Re: [BUGS] BUG #14632: Plus and minus operators inconsistency with leap years and year intervals. - Mailing list pgsql-bugs

From Pietro Pugni
Subject Re: [BUGS] BUG #14632: Plus and minus operators inconsistency with leap years and year intervals.
Date
Msg-id F85A433C-95EA-40DE-A325-2EFF1E6DADFF@gmail.com
Whole thread Raw
In response to [BUGS] BUG #14632: Plus and minus operators inconsistency with leap yearsand year intervals.  (pietro.pugni@gmail.com)
Responses [BUGS] Re: BUG #14632: Plus and minus operators inconsistency with leapyears and year intervals.  (Pedro Gimeno <pgsql-004@personal.formauri.es>)
List pgsql-bugs

Il giorno 27 apr 2017, alle ore 21:55, Pedro Gimeno <pgsql-004@personal.formauri.es> ha scritto:

I would like to better understand your expectations regarding your proposed fix.

1. What do you propose that this specific query should return?

SELECT '1912-02-28'::date + interval '10 years’;

1922-02-28 
(same result returned by Postgres)


2. What do you propose that this specific query should return?

SELECT (whatever your answer to question 1 is)::date - interval '10 years’;

1912-02-28
(same result returned by Postgres but collides with result returned at point 4.)

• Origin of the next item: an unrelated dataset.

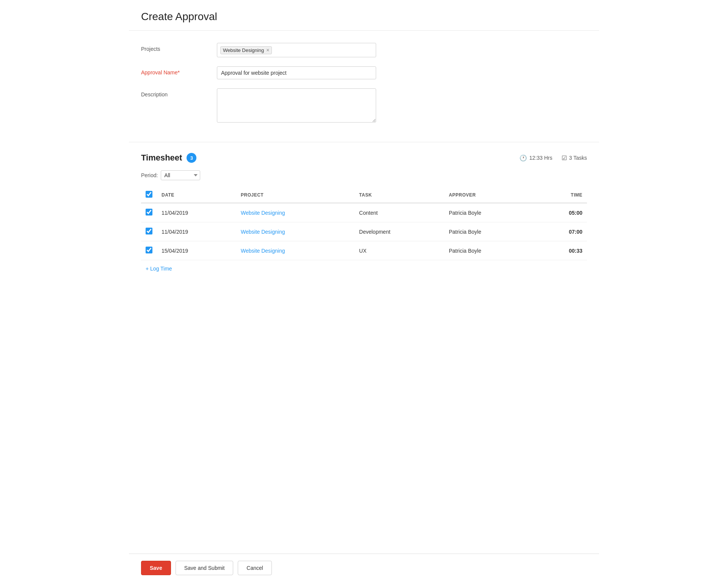 This screenshot has width=728, height=582. I want to click on table-row: 11/04/2019 Website Designing Content Pat…, so click(364, 212).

3. What do you propose that this specific query should return?

SELECT '1912-02-29'::date + interval '10 years’;

1922-02-28
(same result returned by Postgres)


4. What do you propose that this specific query should return?

SELECT (whatever your answer to question 3 is)::date - interval '10 years’;

1912-02-29
(different from result returned at point 2.)


5. What do you propose that this specific query should return?

SELECT '1912-03-01'::date + interval '10 years’;

1922-03-01
(same result returned by Postgres)


6. What do you propose that this specific query should return?

SELECT (whatever your answer to question 5 is)::date - interval '10 years’;

1912-03-01
(same result returned by Postgres)



I’m aware that 2. and 4. can’t return different result because they are the same queries, but in that cases the result correctness depends on the context.

Probably it should be worth it to implement a sort of age2(timestamp, timestamp) function that returns ages accounting for leap years, without changing the actual implementation of age(timestamp, timestamp).